Why this matters: Editors know that reviewers can be difficult. In many cases, the feedback that you receive has already been filtered by the editor to save you from the nonsense. At the same time, most editors give broad discretion to their reviewers–that’s the point of peer review. As an author, you have to balance this.
Try to separate the feedback you receive into different categories–maybe according to whether it has to be done (MUST DO, WILL DO, WILL PROBABLY DO, DON’T WANT TO) or according to how painful it will be to do it (HARD, TIME CONSUMING BUT NOT HARD, MEH, EASY). When you explain to the editor why you have (or haven’t) made the changes that you have, be detailed. Editors will give a lot more latitude to issues that are centered in some disciplinary debate rather than issues that most in your field would considered settled. Also, if you are having trouble figuring out how to respond to a reviewer’s comments, consider reaching out to the editor.
Step 5: Onto publication
Depending on the journal and the extent of the revisions that were requested of you, your paper might go through another round of peer review. For many journals, though, the editor will just check to make sure that they are satisfied. After this point, it’s all mechanics. During the final editing and proofing stage, the editorial staff will make sure that your work fits the house style and that you have the appropriate permissions for any images. If any of their changes are serious enough to merit your input, you’ll be asked to fix them yourself, otherwise you’ll probably just get a finished proof to look at before the editor gives it final approval.

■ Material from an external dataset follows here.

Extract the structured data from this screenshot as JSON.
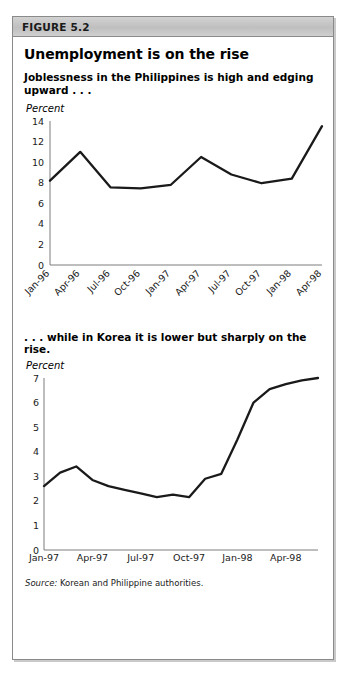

Why this matters: To be honest, for the purposes of this guide, it doesn’t! You’re being published–who cares if they want you to include city names in your reference section or not. That being said, there are some things worth noting:
Many journals will publish your piece online before it goes to print. Often months (up to a year or two) before it makes it to print. This gives people who are on a tenure clock a better chance of getting their publications in on time, and (ideally) lets more people access your work. If your work is published online and you notice that there’s something wrong–errors do happen–be sure to reach out to the editor as quickly as possible.